Metabolic Genetics, Victorian Clinical Genetic Services, Murdoch Children's Research Institute, The Royal Children's Hospital, Flemington Road, Parkville, Victoria, Melbourne 3052, Australia; Department of Nutrition and Food Services, Royal Children's Hospital, Flemington Road, Parkville, Victoria, Melbourne 3052, Australia; Be Active Sleep Eat (BASE) Facility, Department of Nutrition and Dietetics, Monash University, Faculty of Medicine, Nursing and Health Sciences, Level 1, 264 Ferntree Gully Road, VIC 3168, Melbourne, Australia.
Be Active Sleep Eat (BASE) Facility, Department of Nutrition and Dietetics, Monash University, Faculty of Medicine, Nursing and Health Sciences, Level 1, 264 Ferntree Gully Road, VIC 3168, Melbourne, Australia.
Mol Genet Metab. 2014 Aug;112(4):247-58. doi: 10.1016/j.ymgme.2014.05.008. Epub 2014 May 22.
Dietary restrictions required to manage individuals with inborn errors of metabolism (IEM) are essential for metabolic control, however may result in an increased risk to both short and long-term nutritional status. Dietary factors most likely to influence nutritional status include energy intake, protein quality and quantity, micronutrient intake and the frequency and extent to which the diet must be altered during periods of increased physical or metabolic stress. Patients on the most restrictive diets, including those with intakes consisting of low levels of natural protein or those with recurrent illness or frequent metabolic decompensation carry the most nutritional risk. Due to the difficulties in determining condition specific requirements, dietary intake recommendations and nutritional monitoring tools used in patients with IEM are the same as, or extrapolated from, those used in healthy populations. As a consequence, evidence is lacking for the safest dietary prescriptions required to manage these patients long term, as tolerance to dietary therapy is generally described in terms of metabolic stability rather than long term nutritional and health outcomes. As the most frequent therapeutic dietary manipulation in IEM is alteration in dietary protein, and as protein status is critically dependent on adequate energy provision, the use of a Protein to Energy ratio (P:E ratio) as an additional tool will better define the relationship between these critical components. This could accurately define dietary quality and ensure that not only an adequate, but also a safe and balanced intake is provided.
为了控制代谢异常,患者需要遵循饮食限制,但这可能会增加短期和长期营养状况不良的风险。最有可能影响营养状况的饮食因素包括能量摄入、蛋白质的质量和数量、微量营养素摄入,以及在身体或代谢压力增加期间必须改变饮食的频率和程度。饮食最受限制的患者,包括那些摄入低水平天然蛋白质的患者,或经常生病或频繁代谢失代偿的患者,存在最大的营养风险。由于难以确定特定病情的需求,因此用于 IEM 患者的饮食摄入建议和营养监测工具与用于健康人群的工具相同或从后者推断而来。因此,缺乏管理这些患者长期所需的最安全饮食处方的证据,因为饮食疗法的耐受性通常是根据代谢稳定性来描述的,而不是长期的营养和健康结果。由于 IEM 中最常见的治疗性饮食干预是改变饮食中的蛋白质,并且蛋白质状况严重依赖于充足的能量供应,因此使用蛋白质与能量比(P:E 比)作为额外的工具可以更好地定义这些关键成分之间的关系。这可以准确地定义饮食质量,并确保不仅提供足够的,而且还提供安全和平衡的摄入。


Return the records below in full. Keep every word exact and skip the images.

[Extracted data]:
******************************

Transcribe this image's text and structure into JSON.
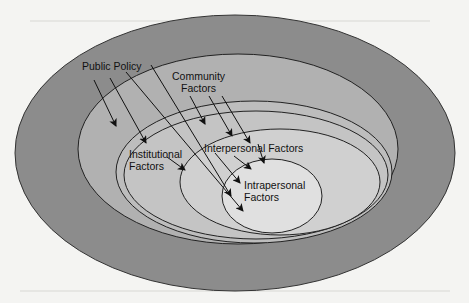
{
  "diagram": {
    "type": "nested-ellipses",
    "levels": [
      {
        "id": "public-policy",
        "label": "Public Policy",
        "fill": "#8c8c8c"
      },
      {
        "id": "community",
        "label_lines": [
          "Community",
          "Factors"
        ],
        "fill": "#b2b2b2"
      },
      {
        "id": "institutional",
        "label_lines": [
          "Institutional",
          "Factors"
        ],
        "fill": "#c6c6c6"
      },
      {
        "id": "interpersonal",
        "label": "Interpersonal Factors",
        "fill": "#d2d2d2"
      },
      {
        "id": "intrapersonal",
        "label_lines": [
          "Intrapersonal",
          "Factors"
        ],
        "fill": "#e2e2e2"
      }
    ],
    "labels": {
      "public_policy": "Public Policy",
      "community_1": "Community",
      "community_2": "Factors",
      "institutional_1": "Institutional",
      "institutional_2": "Factors",
      "interpersonal": "Interpersonal Factors",
      "intrapersonal_1": "Intrapersonal",
      "intrapersonal_2": "Factors"
    },
    "arrow_color": "#111111",
    "stroke_color": "#222222",
    "background": "#f4f4f2"
  }
}
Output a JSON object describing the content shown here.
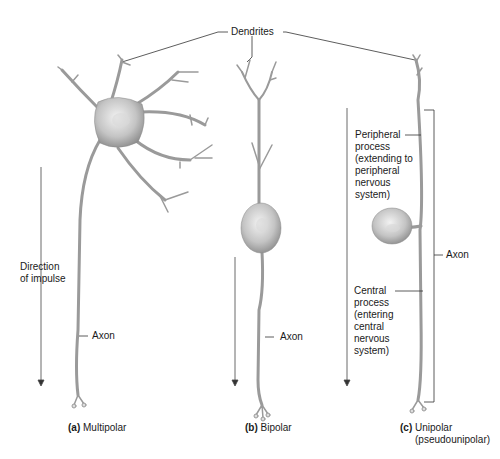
{
  "labels": {
    "dendrites": "Dendrites",
    "direction_line1": "Direction",
    "direction_line2": "of impulse",
    "axon_a": "Axon",
    "axon_b": "Axon",
    "axon_c": "Axon",
    "peripheral": [
      "Peripheral",
      "process",
      "(extending to",
      "peripheral",
      "nervous",
      "system)"
    ],
    "central": [
      "Central",
      "process",
      "(entering",
      "central",
      "nervous",
      "system)"
    ]
  },
  "captions": {
    "a": {
      "letter": "(a)",
      "text": "Multipolar"
    },
    "b": {
      "letter": "(b)",
      "text": "Bipolar"
    },
    "c": {
      "letter": "(c)",
      "text": "Unipolar",
      "sub": "(pseudounipolar)"
    }
  },
  "colors": {
    "neuron_fill": "#c8c8c8",
    "neuron_dark": "#8a8a8a",
    "line": "#333333",
    "text": "#1a1a1a"
  }
}
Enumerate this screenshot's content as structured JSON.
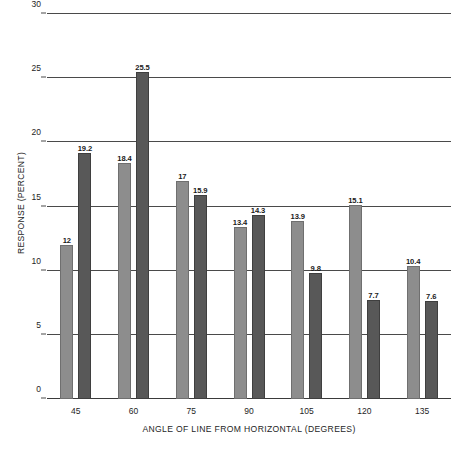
{
  "chart_data": {
    "type": "bar",
    "title": "",
    "xlabel": "ANGLE OF LINE FROM HORIZONTAL (DEGREES)",
    "ylabel": "RESPONSE (PERCENT)",
    "categories": [
      "45",
      "60",
      "75",
      "90",
      "105",
      "120",
      "135"
    ],
    "ylim": [
      0,
      30
    ],
    "yticks": [
      "0",
      "5",
      "10",
      "15",
      "20",
      "25",
      "30"
    ],
    "ytick_values": [
      0,
      5,
      10,
      15,
      20,
      25,
      30
    ],
    "grid": true,
    "legend": "none",
    "series": [
      {
        "name": "light-gray-series",
        "color": "#8d8d8d",
        "values": [
          12,
          18.4,
          17,
          13.4,
          13.9,
          15.1,
          10.4
        ],
        "labels": [
          "12",
          "18.4",
          "17",
          "13.4",
          "13.9",
          "15.1",
          "10.4"
        ]
      },
      {
        "name": "dark-gray-series",
        "color": "#585858",
        "values": [
          19.2,
          25.5,
          15.9,
          14.3,
          9.8,
          7.7,
          7.6
        ],
        "labels": [
          "19.2",
          "25.5",
          "15.9",
          "14.3",
          "9.8",
          "7.7",
          "7.6"
        ]
      }
    ]
  },
  "caption": {
    "text": ""
  }
}
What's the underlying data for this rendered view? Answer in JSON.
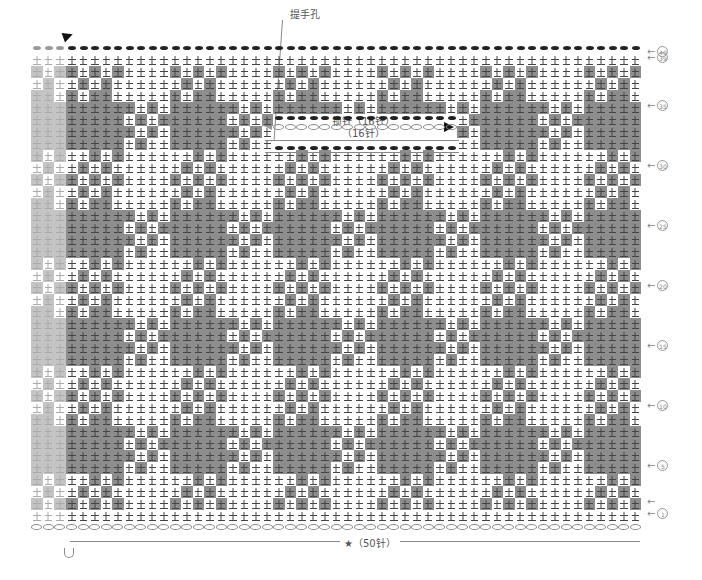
{
  "chart": {
    "title_label": "提手孔",
    "chain_label": "锁针（16针）",
    "gap_label": "（16针）",
    "bottom_label": "★（50针）",
    "grid": {
      "cols": 50,
      "rows": 39,
      "left": 66,
      "top": 54,
      "cell_w": 11.5,
      "cell_h": 12
    },
    "left_strip": {
      "cols": 3,
      "left": 31
    },
    "tile_period": {
      "cols": 9,
      "rows": 9
    },
    "tile": [
      [
        1,
        0,
        1,
        0,
        1,
        0,
        0,
        0,
        0
      ],
      [
        0,
        1,
        0,
        1,
        0,
        0,
        0,
        0,
        0
      ],
      [
        1,
        0,
        1,
        1,
        0,
        0,
        0,
        0,
        0
      ],
      [
        1,
        1,
        1,
        1,
        1,
        1,
        0,
        1,
        0
      ],
      [
        1,
        1,
        1,
        1,
        1,
        0,
        1,
        0,
        1
      ],
      [
        1,
        1,
        1,
        1,
        1,
        1,
        0,
        1,
        0
      ],
      [
        1,
        1,
        1,
        1,
        1,
        0,
        1,
        0,
        0
      ],
      [
        0,
        0,
        1,
        0,
        1,
        0,
        0,
        0,
        0
      ],
      [
        0,
        1,
        0,
        1,
        0,
        0,
        0,
        0,
        0
      ]
    ],
    "handle_hole": {
      "start_col": 18,
      "end_col": 34,
      "top_row": 5,
      "bottom_row": 8
    },
    "row_labels": [
      {
        "text": "40",
        "row": 0
      },
      {
        "text": "39",
        "row": 1
      },
      {
        "text": "35",
        "row": 5
      },
      {
        "text": "30",
        "row": 10
      },
      {
        "text": "25",
        "row": 15
      },
      {
        "text": "20",
        "row": 20
      },
      {
        "text": "15",
        "row": 25
      },
      {
        "text": "10",
        "row": 30
      },
      {
        "text": "5",
        "row": 35
      },
      {
        "text": "",
        "row": 38
      },
      {
        "text": "1",
        "row": 39
      }
    ],
    "colors": {
      "fill": "#8d8d8d",
      "faded_fill": "#c4c4c4",
      "chain": "#222222"
    }
  }
}
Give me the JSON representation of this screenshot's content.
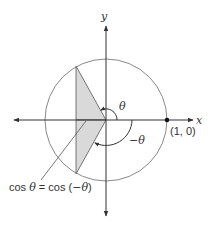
{
  "diagram": {
    "axes": {
      "x_label": "x",
      "y_label": "y"
    },
    "unit_circle": {
      "point_label": "(1, 0)"
    },
    "angles": {
      "positive_label": "θ",
      "negative_label": "−θ"
    },
    "annotation": {
      "lhs": "cos ",
      "lhs_var": "θ",
      "equals": " = cos (",
      "rhs_var": "−θ",
      "close": ")"
    },
    "colors": {
      "line": "#333333",
      "circle": "#7a7a7a",
      "shade": "#d9d9d9"
    }
  }
}
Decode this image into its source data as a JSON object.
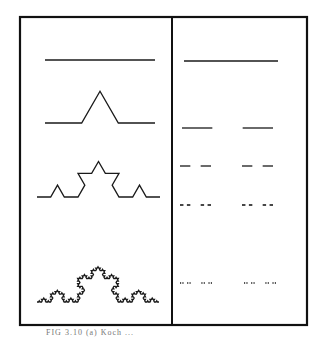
{
  "figure": {
    "frame": {
      "left": 20,
      "top": 17,
      "right": 307,
      "bottom": 325,
      "divider_x": 172,
      "stroke": "#111111"
    },
    "left_panel": {
      "title": "Koch curve construction",
      "rows": [
        {
          "level": 0,
          "x0": 45,
          "x1": 155,
          "y": 60
        },
        {
          "level": 1,
          "x0": 45,
          "x1": 155,
          "y": 123
        },
        {
          "level": 2,
          "x0": 37,
          "x1": 160,
          "y": 197
        },
        {
          "level": 4,
          "x0": 37,
          "x1": 159,
          "y": 302
        }
      ]
    },
    "right_panel": {
      "title": "Cantor set construction",
      "rows": [
        {
          "level": 0,
          "x0": 184,
          "x1": 278,
          "y": 61
        },
        {
          "level": 1,
          "x0": 182,
          "x1": 273,
          "y": 128
        },
        {
          "level": 2,
          "x0": 180,
          "x1": 273,
          "y": 166
        },
        {
          "level": 3,
          "x0": 180,
          "x1": 273,
          "y": 205
        },
        {
          "level": 4,
          "x0": 180,
          "x1": 276,
          "y": 283
        }
      ]
    },
    "caption": "FIG 3.10  (a) Koch ..."
  }
}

******************************

[Exercise output]:
Transcribe this image's text and structure into JSON.
{
  "diagram": {
    "type": "nested-ellipses",
    "levels": [
      {
        "id": "public-policy",
        "label": "Public Policy",
        "fill": "#8c8c8c"
      },
      {
        "id": "community",
        "label_lines": [
          "Community",
          "Factors"
        ],
        "fill": "#b2b2b2"
      },
      {
        "id": "institutional",
        "label_lines": [
          "Institutional",
          "Factors"
        ],
        "fill": "#c6c6c6"
      },
      {
        "id": "interpersonal",
        "label": "Interpersonal Factors",
        "fill": "#d2d2d2"
      },
      {
        "id": "intrapersonal",
        "label_lines": [
          "Intrapersonal",
          "Factors"
        ],
        "fill": "#e2e2e2"
      }
    ],
    "labels": {
      "public_policy": "Public Policy",
      "community_1": "Community",
      "community_2": "Factors",
      "institutional_1": "Institutional",
      "institutional_2": "Factors",
      "interpersonal": "Interpersonal Factors",
      "intrapersonal_1": "Intrapersonal",
      "intrapersonal_2": "Factors"
    },
    "arrow_color": "#111111",
    "stroke_color": "#222222",
    "background": "#f4f4f2"
  }
}
Output a JSON object describing the content shown here.
{
  "labels": {
    "dendrites": "Dendrites",
    "direction_line1": "Direction",
    "direction_line2": "of impulse",
    "axon_a": "Axon",
    "axon_b": "Axon",
    "axon_c": "Axon",
    "peripheral": [
      "Peripheral",
      "process",
      "(extending to",
      "peripheral",
      "nervous",
      "system)"
    ],
    "central": [
      "Central",
      "process",
      "(entering",
      "central",
      "nervous",
      "system)"
    ]
  },
  "captions": {
    "a": {
      "letter": "(a)",
      "text": "Multipolar"
    },
    "b": {
      "letter": "(b)",
      "text": "Bipolar"
    },
    "c": {
      "letter": "(c)",
      "text": "Unipolar",
      "sub": "(pseudounipolar)"
    }
  },
  "colors": {
    "neuron_fill": "#c8c8c8",
    "neuron_dark": "#8a8a8a",
    "line": "#333333",
    "text": "#1a1a1a"
  }
}
Enumerate this screenshot's content as structured JSON.
{
  "chart_data": {
    "type": "bar",
    "title": "",
    "xlabel": "ANGLE OF LINE FROM HORIZONTAL (DEGREES)",
    "ylabel": "RESPONSE (PERCENT)",
    "categories": [
      "45",
      "60",
      "75",
      "90",
      "105",
      "120",
      "135"
    ],
    "ylim": [
      0,
      30
    ],
    "yticks": [
      "0",
      "5",
      "10",
      "15",
      "20",
      "25",
      "30"
    ],
    "ytick_values": [
      0,
      5,
      10,
      15,
      20,
      25,
      30
    ],
    "grid": true,
    "legend": "none",
    "series": [
      {
        "name": "light-gray-series",
        "color": "#8d8d8d",
        "values": [
          12,
          18.4,
          17,
          13.4,
          13.9,
          15.1,
          10.4
        ],
        "labels": [
          "12",
          "18.4",
          "17",
          "13.4",
          "13.9",
          "15.1",
          "10.4"
        ]
      },
      {
        "name": "dark-gray-series",
        "color": "#585858",
        "values": [
          19.2,
          25.5,
          15.9,
          14.3,
          9.8,
          7.7,
          7.6
        ],
        "labels": [
          "19.2",
          "25.5",
          "15.9",
          "14.3",
          "9.8",
          "7.7",
          "7.6"
        ]
      }
    ]
  },
  "caption": {
    "text": ""
  }
}
What's the underlying data for this rendered view? Answer in JSON.
{
  "chart": {
    "title_label": "提手孔",
    "chain_label": "锁针（16针）",
    "gap_label": "（16针）",
    "bottom_label": "★（50针）",
    "grid": {
      "cols": 50,
      "rows": 39,
      "left": 66,
      "top": 54,
      "cell_w": 11.5,
      "cell_h": 12
    },
    "left_strip": {
      "cols": 3,
      "left": 31
    },
    "tile_period": {
      "cols": 9,
      "rows": 9
    },
    "tile": [
      [
        1,
        0,
        1,
        0,
        1,
        0,
        0,
        0,
        0
      ],
      [
        0,
        1,
        0,
        1,
        0,
        0,
        0,
        0,
        0
      ],
      [
        1,
        0,
        1,
        1,
        0,
        0,
        0,
        0,
        0
      ],
      [
        1,
        1,
        1,
        1,
        1,
        1,
        0,
        1,
        0
      ],
      [
        1,
        1,
        1,
        1,
        1,
        0,
        1,
        0,
        1
      ],
      [
        1,
        1,
        1,
        1,
        1,
        1,
        0,
        1,
        0
      ],
      [
        1,
        1,
        1,
        1,
        1,
        0,
        1,
        0,
        0
      ],
      [
        0,
        0,
        1,
        0,
        1,
        0,
        0,
        0,
        0
      ],
      [
        0,
        1,
        0,
        1,
        0,
        0,
        0,
        0,
        0
      ]
    ],
    "handle_hole": {
      "start_col": 18,
      "end_col": 34,
      "top_row": 5,
      "bottom_row": 8
    },
    "row_labels": [
      {
        "text": "40",
        "row": 0
      },
      {
        "text": "39",
        "row": 1
      },
      {
        "text": "35",
        "row": 5
      },
      {
        "text": "30",
        "row": 10
      },
      {
        "text": "25",
        "row": 15
      },
      {
        "text": "20",
        "row": 20
      },
      {
        "text": "15",
        "row": 25
      },
      {
        "text": "10",
        "row": 30
      },
      {
        "text": "5",
        "row": 35
      },
      {
        "text": "",
        "row": 38
      },
      {
        "text": "1",
        "row": 39
      }
    ],
    "colors": {
      "fill": "#8d8d8d",
      "faded_fill": "#c4c4c4",
      "chain": "#222222"
    }
  }
}
Give me the JSON representation of this screenshot's content.
{
  "diagram": {
    "axes": {
      "x_label": "x",
      "y_label": "y"
    },
    "unit_circle": {
      "point_label": "(1, 0)"
    },
    "angles": {
      "positive_label": "θ",
      "negative_label": "−θ"
    },
    "annotation": {
      "lhs": "cos ",
      "lhs_var": "θ",
      "equals": " = cos (",
      "rhs_var": "−θ",
      "close": ")"
    },
    "colors": {
      "line": "#333333",
      "circle": "#7a7a7a",
      "shade": "#d9d9d9"
    }
  }
}
Decode this image into its source data as a JSON object.
{
  "figure": {
    "frame": {
      "left": 20,
      "top": 17,
      "right": 307,
      "bottom": 325,
      "divider_x": 172,
      "stroke": "#111111"
    },
    "left_panel": {
      "title": "Koch curve construction",
      "rows": [
        {
          "level": 0,
          "x0": 45,
          "x1": 155,
          "y": 60
        },
        {
          "level": 1,
          "x0": 45,
          "x1": 155,
          "y": 123
        },
        {
          "level": 2,
          "x0": 37,
          "x1": 160,
          "y": 197
        },
        {
          "level": 4,
          "x0": 37,
          "x1": 159,
          "y": 302
        }
      ]
    },
    "right_panel": {
      "title": "Cantor set construction",
      "rows": [
        {
          "level": 0,
          "x0": 184,
          "x1": 278,
          "y": 61
        },
        {
          "level": 1,
          "x0": 182,
          "x1": 273,
          "y": 128
        },
        {
          "level": 2,
          "x0": 180,
          "x1": 273,
          "y": 166
        },
        {
          "level": 3,
          "x0": 180,
          "x1": 273,
          "y": 205
        },
        {
          "level": 4,
          "x0": 180,
          "x1": 276,
          "y": 283
        }
      ]
    },
    "caption": "FIG 3.10  (a) Koch ..."
  }
}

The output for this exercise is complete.